The Employers’ Forum on Disability web sites provide a growing number of online services, including the dissemination of news and information, as well learning resources, to a wide audience.

It is therefore the duty of the Employers' Forum on Disability to ensure that these web-based resources are as accessible as possible for everyone, including disabled people, whatever their access requirements.

People with disabilities may need to use assistive technologies to view web pages and web content should be accessible to these technologies. Special techniques or separate resources for disabled users are not required; following simple principles of usable and accessible design is often all that is needed. These principles are universal and thus will benefit disabled and non-disabled users.


Policy statement


We have worked to make the Employers’ Forum on Disability’s web-based resources as accessible as possible for everyone, including disabled people, whatever their access requirements.

It is the policy of the Employers’ Forum on Disability to make reasonable adjustments in order to make all web-based information, services and learning resources on our websites accessible to all users.


Our design standard


 We intend to make all web content conform to the W3C/WAI’s Web Content Accessibility Guidelines (WCAG) 1.0. WGAG 1.0 is a World Wide Web Consortium recommendation dated May 5 1999; Version 2.0 is currently at the review stage.

Any third party contracted to design a website hosted by the Employers' Forum on Disability will be required to comply with these guidelines.

We will review the policy in the future to consider updating it to an advanced version of the W3C’s WCAG once available.
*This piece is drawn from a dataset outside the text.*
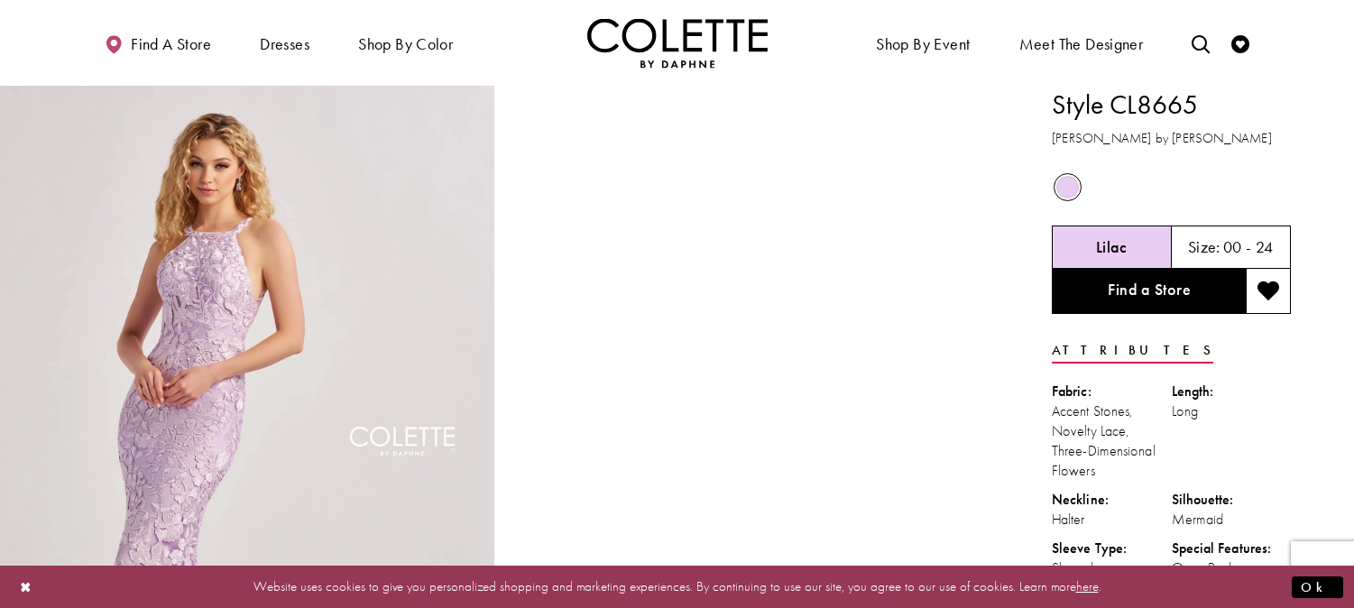  What do you see at coordinates (750, 209) in the screenshot?
I see `video: Estilo CL8665 Colette by Daphne #1 reprodução automática em loop sem som vídeo` at bounding box center [750, 209].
What does this mean in practice?


We follow a list of accessibility guidelines when designing or commissioning websites and their content. This includes;

Structure
        • Rather than creating multiple versions of this site, make one accessible version of the site.
        • Make the site structure as clear and consistent as possible.
        • Provide a site map to show how the site is organised.
        • Keep everything as simple as possible.

Content
        • Clearly label each section, and always lead with the most specific information.
        • Structure pages of text well, with clear and meaningful headings.
        • Provide appropriate text alternatives for all images.

Visual and other multimedia elements
        • Use only relevant images.
        • ‘Clickable’ elements in the interface, such as buttons and tabs will be large enough (or will have enough space around them) for visitors to use easily.
        • Provide support for increasing text size, and use large fonts in general.

Browser support
As well as supporting all standards-compliant browsers, we design our sites to support the following specific browsers.
        • Internet Explorer 5, 5.5 and 6 for Windows
        • Internet Explorer 5 for Macintosh
        • Mozilla Firefox for Windows, Macintosh and Linux
        • Opera 8 for Windows
        • Safari for Macintosh


Accessibility standards

We do not display accessibility-standards approved badges on our sites. Tools such as WebXACT (formerly known as Bobby) can help us to make the site accessible, but cannot help us make the site usable. In addition to using these accessibility tools we also have our sites tested by a diverse range of users during several phases, we use the feedback from these tests to improve the user experience and provide an accessible and inclusive website.

It is our target to achieve the highest level of accessibility for the required functionality, as measure against version 1.0 of the WCAG for our sites. We are aware that a number of these checkpoints are subjective and there may be instances where interpretation may vary.